Artificial Intelligence and Image Processing

References

1 Cohen PR, Felgenbaum EA. The handbook of artificial intelligence. Vol |.|||, Stanford: Heuristic Press, 1981-3.

2 Hodges A. Alan Turing: The enigma. New York: Simon and Schuster,

• 1983.

3 Winston HW, Horn BK. LISP. Reading, Massachusetts: Addison-Wesley,

'1981.

4 Clocksin WF, Mellish CS. Programming in prologue. Berlin: Springer-• Verlag, 1981.

5. shortliffe EH. MYCIN: Computer-based medical consultation. New York: American Elsevier, 1976.

6. Shadagopan A, Alcorn FS, Semmlow JL, Ackerman LV. Computerized quantification of breast duct patterns. Radiology 1982;143:675-8.

7. Ackerman LV, Cose EE. Breast lesion classification by computer and xeroradiograph. Cancer 1972;30:1025-35.

8. Hand W, Semmlow JL, Ackerman LV, Alcorn FS. Computer screening of xeromammograms: A technique for defining suspicious areas of the breast. Comput Biomed Res 1979;12:445-60.

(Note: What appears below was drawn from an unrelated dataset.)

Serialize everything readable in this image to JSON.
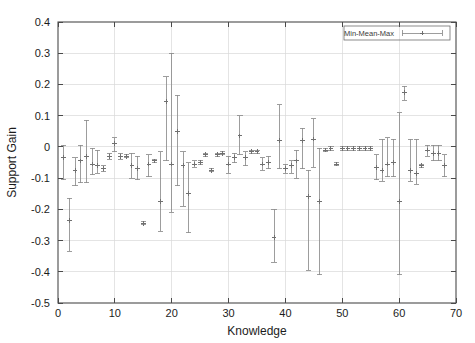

9. Semmlow JL, Shadagopan A, Ackerman LV, Hand W, and Alcorn FS. A fully automated system for screening xeromammograms. Comput Biomed Res 1980;13:350-62.

10. Rada R, Ackerman LV. An expert system for interpretation of computer­ized axial tomograms of the brain. Proc o f the Oakland Conference on Artificial Intelligence. Rochester, Michigan: The Center for Robotics and Advanced Automation, Oakland LJniversity, 1983:233-40.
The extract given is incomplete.